Since 1989 Marina Emborg has been working in pre-clinical models of neurodegenerative disorders and the development of novel therapeutic strategies.
She obtained her MD and later her PhD at the University of Buenos Aires, where her doctoral thesis was in models of Parkinson's disease and neuroplasticity. She did her postdoctoral training at Somatix Therapy Corp. and The Parkinson's Institute in Sunnyvale, California, where she further studied pre-clinical models and analyzed methods of cell transplantation and gene therapy.
In 1996, after a brief fellowship in the department of Pharmacology at the University of Michigan in Ann Arbor, Dr. Emborg moved to Chicago. There she joined the Research Center for Brain Repair, in the department of Neurological Sciences at Rush-Presbyterian-St. Luke's Medical Center where she became an Assistant Professor and led studies that produced seminal work in vivogene therapy.

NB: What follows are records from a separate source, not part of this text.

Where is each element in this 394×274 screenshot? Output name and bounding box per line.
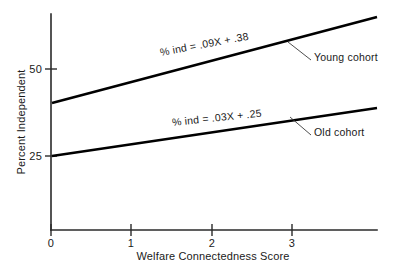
- x-tick-label-1: 1: [128, 237, 134, 249]
- x-tick-label-2: 2: [209, 237, 215, 249]
- series-label-young-cohort: Young cohort: [314, 51, 378, 63]
- leader-line-young-cohort: [288, 42, 311, 60]
- chart-figure: 0 1 2 3 50 25 Welfare Connectedness Scor…: [0, 0, 394, 274]
- series-label-old-cohort: Old cohort: [314, 126, 364, 138]
- y-tick-label-25: 25: [29, 150, 42, 162]
- x-tick-label-3: 3: [289, 237, 295, 249]
- x-axis-title: Welfare Connectedness Score: [136, 250, 289, 262]
- x-tick-label-0: 0: [48, 237, 54, 249]
- y-tick-label-50: 50: [29, 63, 42, 75]
- y-axis-title: Percent Independent: [15, 70, 27, 175]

Since September 2004 she has been Senior Scientist at the Wisconsin National Primate Research Center, University of Wisconsin at Madison, where she directs the Parkinson's disease unit. Her goal at Wisconsin is to help find a cure for Parkinson's disease. Her current studies include mechanisms of cell degeneration and activation of neuroprotective pathways, in vivo and ex vivo gene therapy for trophic factor delivery and transplantation of embryonic and neural stem cells.